The StateMachine is the core component in PSE responsible for defining the structure or grammar that the language model's output must adhere to. It represents this structure as a graph where states are nodes and transitions between states are edges.

Key Concepts

  • Graph Structure: A StateMachine defines a directed graph. Each node represents a specific point or state within the grammar (e.g., "expecting an opening brace," "inside a string," "expecting a comma or closing bracket").
  • States (StateId): States are identified by either an integer or a string. Every state machine has a designated start_state and one or more end_states which signify a valid completion of the structure defined by that machine.
  • Transitions (Edge): An edge represents a valid transition from one state to another. Crucially, each transition is associated with another StateMachine instance. This nested StateMachine must be successfully traversed (i.e., reach its end state) for the transition in the parent machine to be considered valid.

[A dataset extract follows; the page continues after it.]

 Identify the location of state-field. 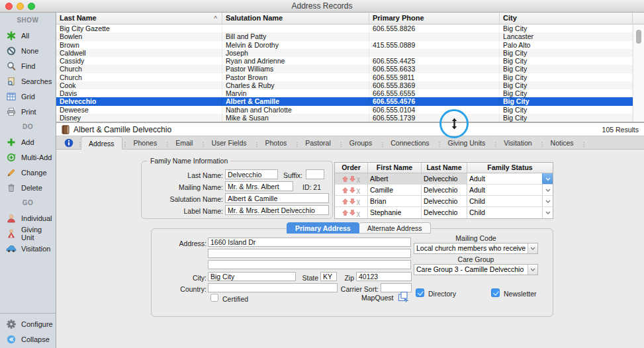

This allows for hierarchical and recursive grammar definitions.
  • Hierarchy: Because transitions are themselves StateMachines, complex grammars (like nested JSON objects or code structures) can be built by composing smaller, simpler StateMachines.
  • Traversal: The actual process of moving through the state machine during generation is handled by Stepper objects (see Stepper Concept). The StateMachine provides methods like get_transitions and advance_stepper that the Stepper uses to determine valid moves based on incoming tokens.
  • Properties: State machines can have properties like is_optional (allowing the entire structure they define to be skipped) and is_case_sensitive (controlling token matching).

Role in PSE

When you configure the StructuringEngine with a schema (like a Pydantic model or JSON Schema), PSE translates that schema into a root StateMachine object. This object, potentially composed of many nested StateMachines, represents the complete grammar. The engine then uses this StateMachine graph at runtime to guide the LLM's token generation, ensuring the output strictly conforms to the defined structure. You can also build custom StateMachines directly using PSE's base types for more complex control flows.